--- Input for this task ---
►

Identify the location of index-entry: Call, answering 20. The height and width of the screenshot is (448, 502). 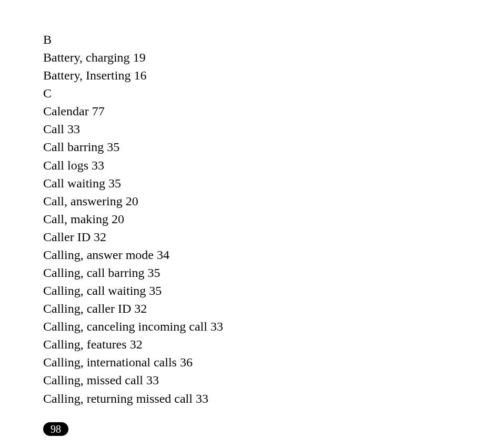
(251, 201).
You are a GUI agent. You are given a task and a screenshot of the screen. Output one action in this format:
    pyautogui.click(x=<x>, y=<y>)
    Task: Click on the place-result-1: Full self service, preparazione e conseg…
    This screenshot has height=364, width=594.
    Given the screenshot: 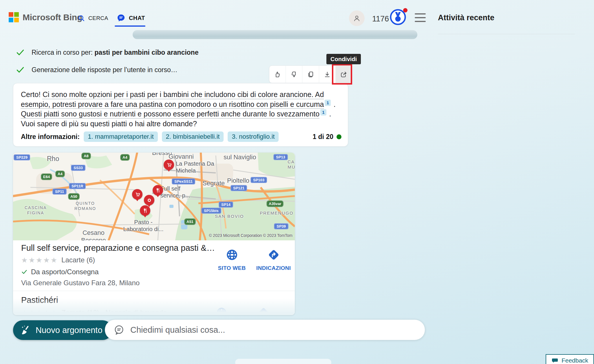 What is the action you would take?
    pyautogui.click(x=154, y=266)
    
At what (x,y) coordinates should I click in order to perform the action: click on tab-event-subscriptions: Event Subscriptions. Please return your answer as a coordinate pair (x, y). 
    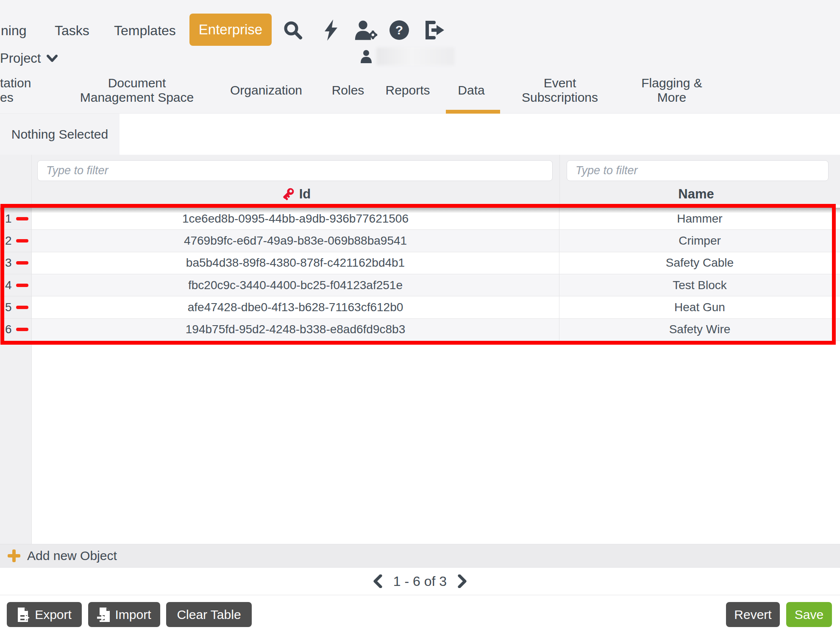
    Looking at the image, I should click on (560, 90).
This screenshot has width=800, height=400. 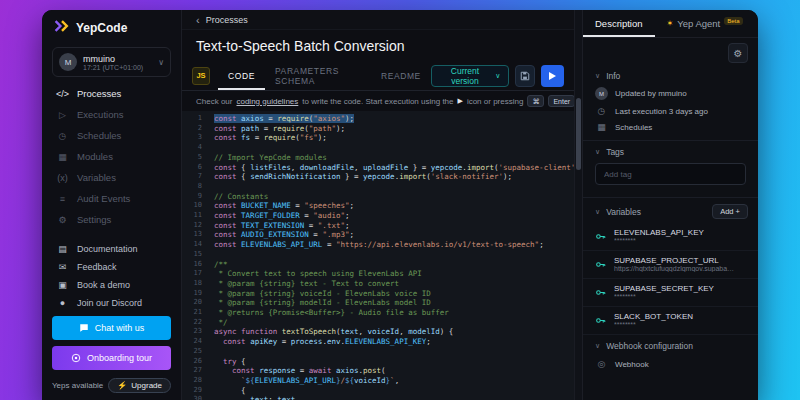 I want to click on play-icon: ▶, so click(x=460, y=101).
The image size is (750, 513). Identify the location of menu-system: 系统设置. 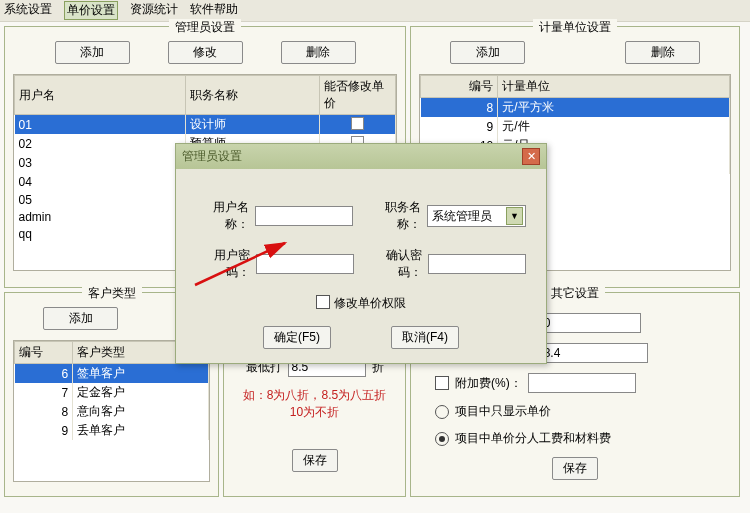
(28, 10).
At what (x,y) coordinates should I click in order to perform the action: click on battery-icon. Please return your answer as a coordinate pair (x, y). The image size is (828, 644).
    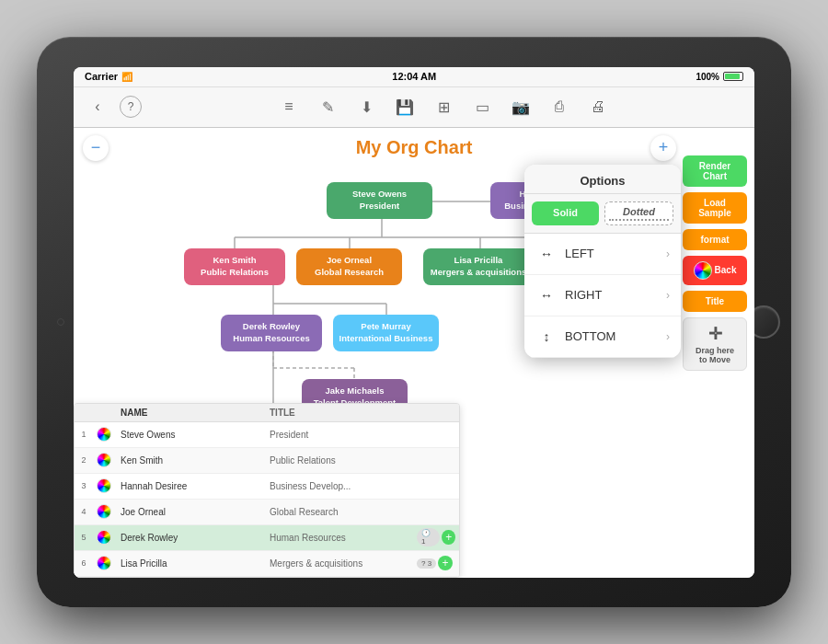
    Looking at the image, I should click on (733, 76).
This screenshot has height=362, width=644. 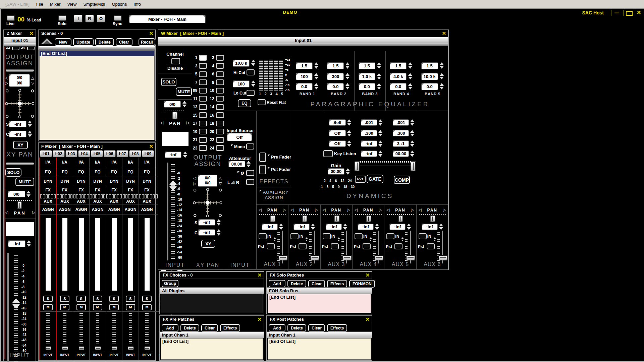 What do you see at coordinates (81, 182) in the screenshot?
I see `dynamics-button: DYN` at bounding box center [81, 182].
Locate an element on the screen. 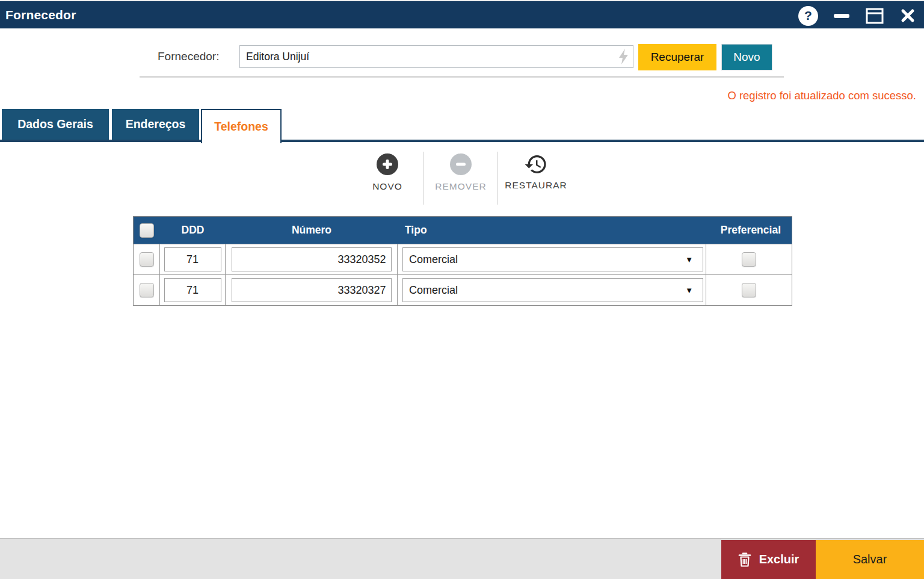 The image size is (924, 579). lightning-icon is located at coordinates (624, 57).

◄

The expected output is an exact copy of the lines from the top of the data above through the line containing "pyautogui.click(x=<x>, y=<y>)", both included, with every picture omitted.

--- Your response ---
Identify the location of index-entry: Call, answering 20. The height and width of the screenshot is (448, 502). 
(251, 201).
You are a GUI agent. You are given a task and a screenshot of the screen. Output one action in this format:
    pyautogui.click(x=<x>, y=<y>)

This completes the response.